Any object implement the AbstractView interface must also
   implement the MediaModeAbstractView interface.
  
interface MediaModeAbstractView {
  readonly attribute DOMString mediaMode;
};
  The mediaMode attribute on
   objects implementing the MediaModeAbstractView interface
   must return the string that represents the canvas' current rendering mode
   (screen, print, etc). This is a lowercase
   string, as defined by the
   CSS specification. [CSS21]
  
Some user agents may support multiple media, in which case there will
   exist multiple objects implementing the AbstractView
   interface. Only the default view implements the Window interface. The other views can be reached
   using the view attribute of the UIEvent
   inteface, during event propagation. There is no way currently to enumerate
   all the views.
This section is non-normative.
There are certain features that are not handled by this specification because a client side markup language is not the right level for them, or because the features exist in other languages that can be integrated into this one. This section covers some of the more common requests.
If you wish to create localised versions of an HTML application, the best solution is to preprocess the files on the server, and then use HTTP content negotation to serve the appropriate language.
Embedding vector graphics into XHTML documents is the domain of SVG.
Embedding 3D imagery into XHTML documents is the domain of X3D, or technologies based on X3D that are namespace-aware.
This section will be written in a future draft.
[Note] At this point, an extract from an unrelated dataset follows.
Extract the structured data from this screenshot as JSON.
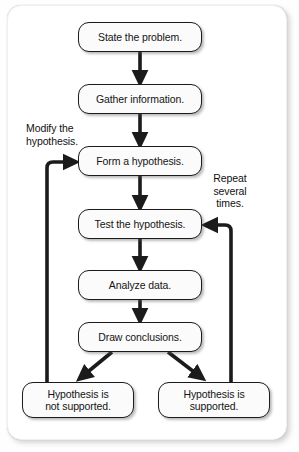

Thanks to Aankhen, Aaron Leventhal, Anne van Kesteren, Asbjørn Ulsberg, Ben Godfrey, Ben Meadowcroft, Bjoern Hoehrmann, Boris Zbarsky, Brad Fults, Brad Neuberg, Brendan Eich, Christian Biesinger, Chriswa, Darin Fisher, David Baron, David Hyatt, Derek Featherstone, Dimitri Glazkov, dolphinling, Doron Rosenberg, Eira Monstad, Erik Arvidsson, fantasai, Franck 'Shift' Quélain, Henri Sivonen, Henrik Lied, Håkon Wium Lie, James Graham, James Perrett, Jan-Klaas Kollhof, Jasper Bryant-Greene, Jens Bannmann, Joel Spolsky, Johnny Stenback, Jon Perlow, Jukka K. Korpela, Kai Hendry, Kornel Lesinski, Lachlan Hunt, Larry Page, Laurens Holst, Léonard Bouchet, Maciej Stachowiak, Malcolm Rowe, Mark Nottingham, Mark Schenk, Martijn Wargers, Martin Honnen, Matthew Mastracci, Matthew Raymond, Matthew Thomas, Mattias Waldau, Max Romantschuk, Michael A. Nachbaur, Michael Gratton, Michael 'Ratt' Iannarelli, Mihai Şucan, Mike Shaver, Mikko Rantalainen, Neil Deakin, Olav Junker Kjær, Rimantas Liubertas, Robert O'Callahan, Roman Ivanov, S. Mike Dierken, Shaun Inman, Simon Pieters, Steven Garrity, Stuart Parmenter, Tantek Çelik, Thomas O'Connor, Tim Altman, Vladimir Vukićević, and everyone on the WHATWG mailing list for their useful and substantial comments.
Special thanks to Richard Williamson for creating the first
   implementation of canvas in Safari,
   from which the canvas feature was designed.
  
Special thanks also to the Microsoft employees who first implemented the
   the event-based drag-and-drop mechanism, contenteditable, and other features
   first widely deployed by the Windows Internet Explorer browser.
  
Special thanks and $10,000 to David Hyatt who came up with a broken implementation of the adoption agency algorithm that the editor had to reverse engineer and fix before using it in the parsing section.
Thanks also the Microsoft blogging community for some ideas, to the attendees of the W3C Workshop on Web Applications and Compound Documents for inspiration, and to the #mrt crew, the #mrt.no crew, and the cabal for their ideas and support.